Jock Mahoney as Commander Harold Roberts, is your typical square-jawed hero.

Shirley Patterson as lady reporter Maggie serves pretty much as eye candy and plays the usual fainting damsel-in-distress who needs frequent rescuing from those who wish to possess her.

Mechanic Steve is a more realistic character combining essential elements of humanity with human flaws we are all subject to.

The main stand-out character would be Dr. Carl Hunter played by Henry Brandon. Brandon manages to adequately convey the impression that he's been stuck in the prehistoric unknown land alone for so many years. Rather than evolving, Hunter has devolved!

Byrd expedition: Historical Fact & Fiction

The Land Unknown does manage to cleverly incorporate the historical incident of the plane lost in the Byrd expedition of 1946. In the incident of the lost Antarctic plane in 1947, six men survived and were rescued 13 days later.

Rear Admiral Richard E. Byrd, Jr., USN (Ret) organised a United States Navy operation called, Operation High jump, (The United States Navy Antarctic Developments Program, 1946–1947). Operation High jump commenced on 26 August 1946 and ended in late February 1947. Task Force 68 included 4,700 men, 13 ships, and 33 aircraft. Its primary mission was to establish the Antarctic research base Little America IV.
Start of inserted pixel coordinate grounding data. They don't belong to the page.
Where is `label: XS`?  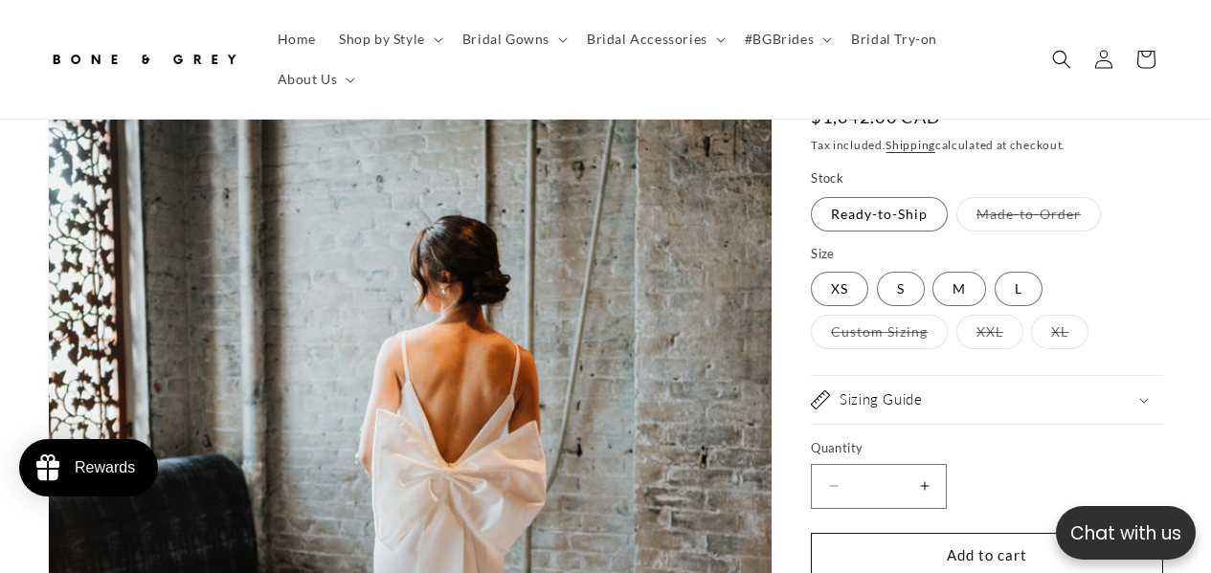
label: XS is located at coordinates (839, 289).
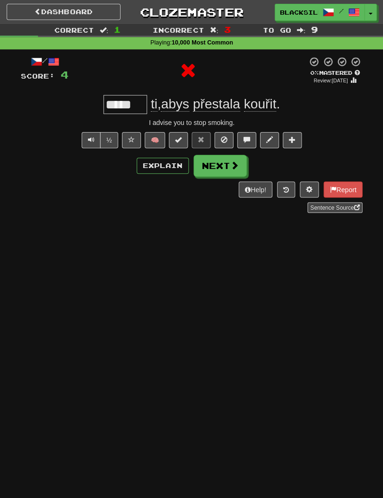  What do you see at coordinates (286, 189) in the screenshot?
I see `button: Round history (alt+y)` at bounding box center [286, 189].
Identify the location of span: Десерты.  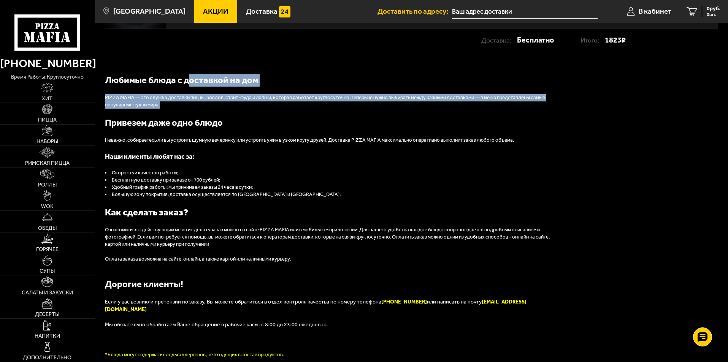
(47, 315).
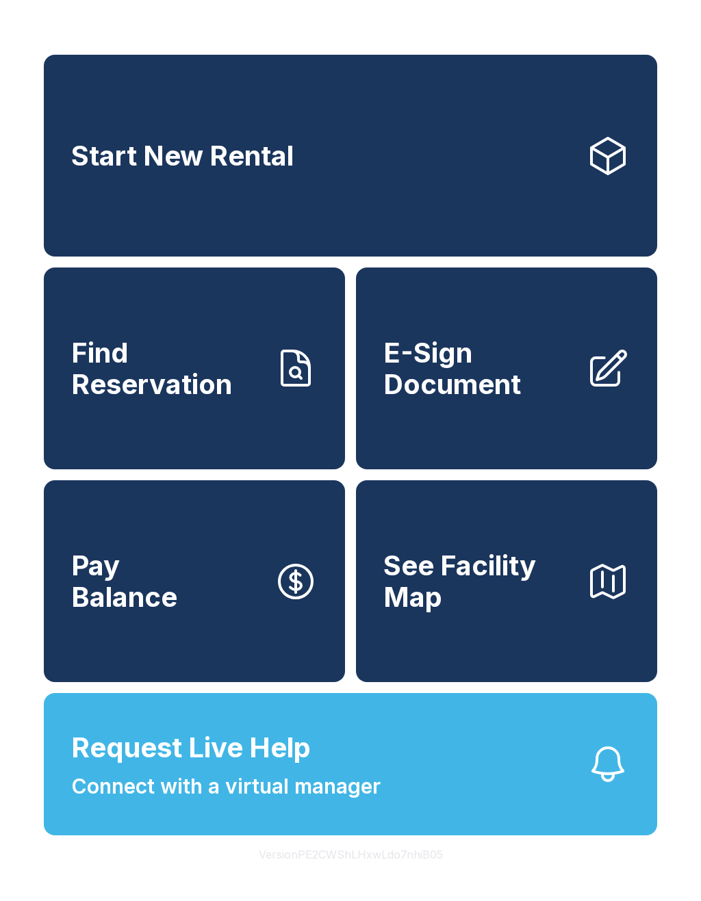 The height and width of the screenshot is (901, 701). What do you see at coordinates (479, 368) in the screenshot?
I see `span: E-Sign Document` at bounding box center [479, 368].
Operation High jump's objectives were said to include;


  • Training personnel and testing equipment in extremely cold conditions. 
  • Maintaining and extending United States' sovereignty over the largest practicable area of the Antarctic continent. 
  • Determining the feasibility of establishing, maintaining, and utilizing bases in the Antarctic continent and investigating possible base sites. 
  • Developing techniques for establishing, maintaining, and utilizing air bases on ice. 
  • Adding to knowledge of electromagnetic, geological, geographic, hydrographic, and meteorological conditions in the region.
The Byrd expedition has also managed to generate its share of fairy tale conspiracy theory stories. Stupidity and gullibility abhors a vacuum especially if that vacuum is the product of secrecy and misinformation.

Questions have been raised concerning the haste with which a huge military so-called scientific expedition was mounted merely one year after the Second World War ended.
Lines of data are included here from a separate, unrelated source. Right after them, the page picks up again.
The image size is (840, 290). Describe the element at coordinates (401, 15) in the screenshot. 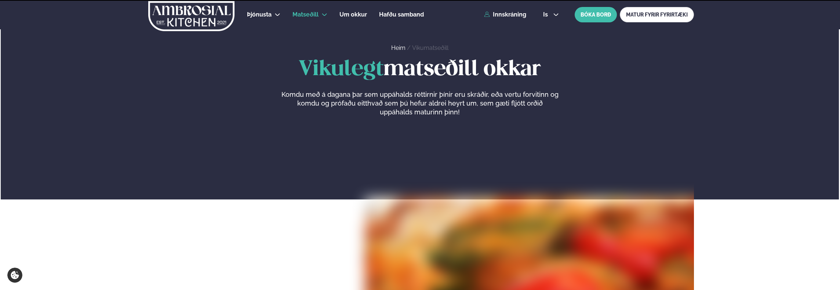

I see `a: Hafðu samband` at that location.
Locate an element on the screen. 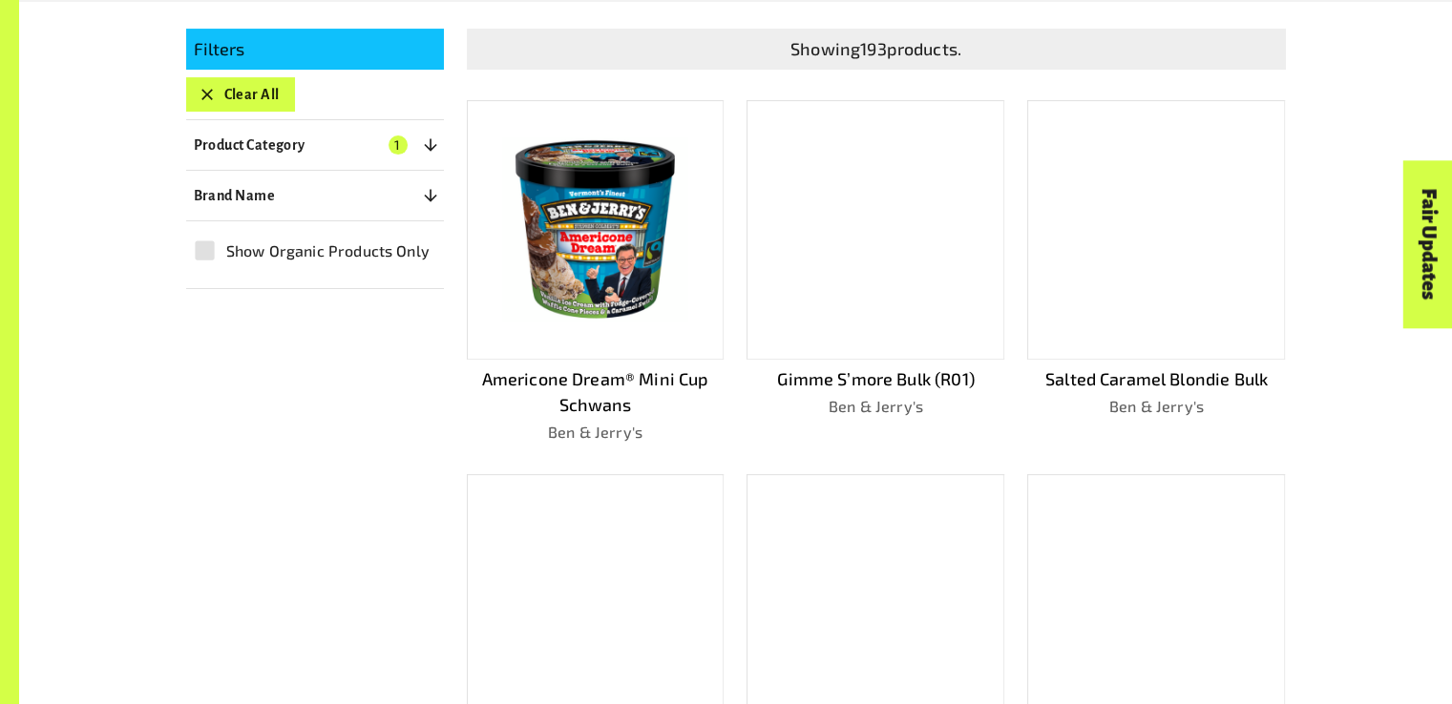 The image size is (1452, 704). button: Brand Name is located at coordinates (315, 196).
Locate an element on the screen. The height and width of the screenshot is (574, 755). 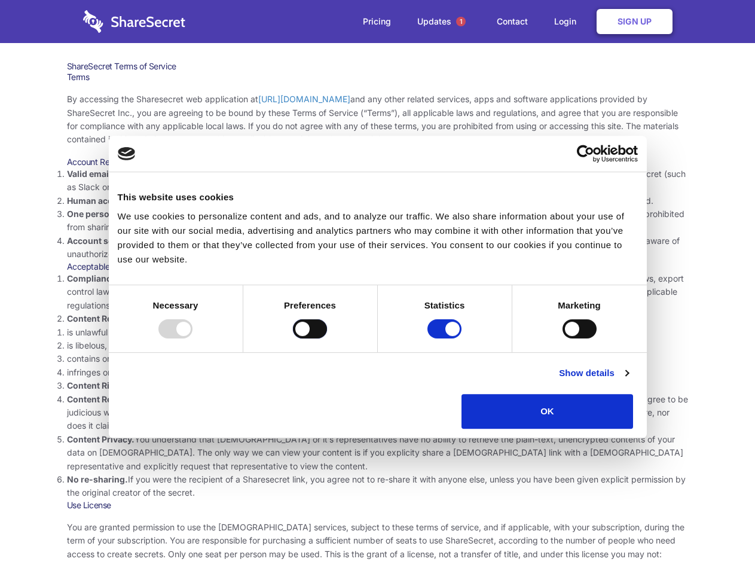
strong: No re-sharing. is located at coordinates (97, 479).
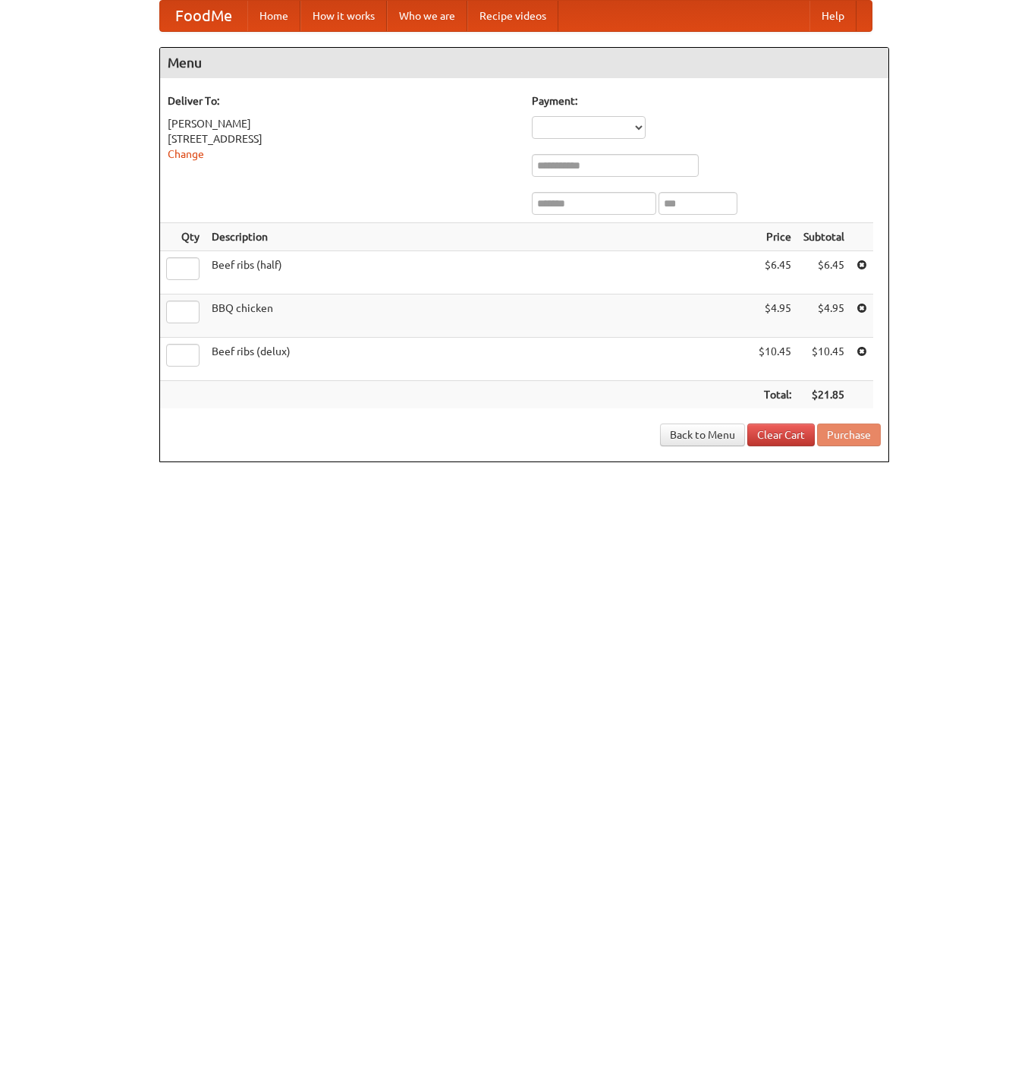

Prior to the war, the Nazis supposedly explored a portion of the Antarctic coast, naming it New Swabia. They then were thought to have constructed underground bases where Nazi scientists commenced working on a flying saucer, the construction of which was allegedly based on a crashed UFO found in Bavaria in 1938. Sounds perfectly reasonable, right? Right?

With the war going pear-shaped for Germany, Nazi scientists and other personnel were whisked away by U-boats to the secret bases in New Swabia to continue work on the Nazi flying saucer super weapon.

Enter Admiral Byrd. His mission, it was claimed, was to locate the saucers along with the remaining Nazis. Somehow Byrd managed to meet with some aliens during a missing three-hour period of a flight. Shortly thereafter, the Byrd Expedition was called off prematurely, without much explanation.


Life - 
“A tale told by an idiot” 
or 
A story written for a child? 

This leads me to the question of why I decided to present the plot of the film, The Land Unknown in a format similar to that of a children’s story (with a lot of cheek and tongue in cheek).

It struck me just how much of life we experience occurs at the level of a children’s story especially when it is stripped of its complexities and frequent dire consequences for individuals, communities and humanity itself.

Take for instance, our interpersonal relationships; conflicts; wars; arguments; disputes; concerns; worries; stresses; preoccupations; economic, social and political arrangements; work place politics; social and other media representations of and commentaries on reality and so on.



Hey, take the 2016 US Presidential election campaign! Now there’s a prime example of a children’s story. Strip away all the bluster, the angst, the extraneous detail (not policy detail!) and minutiae and what are we left with? Goodies and baddies; heroes and villains; one dimensional cut-out characters; simplistic plot lines. The question we are left with at the end is:

Who if anyone will truly live happily ever after?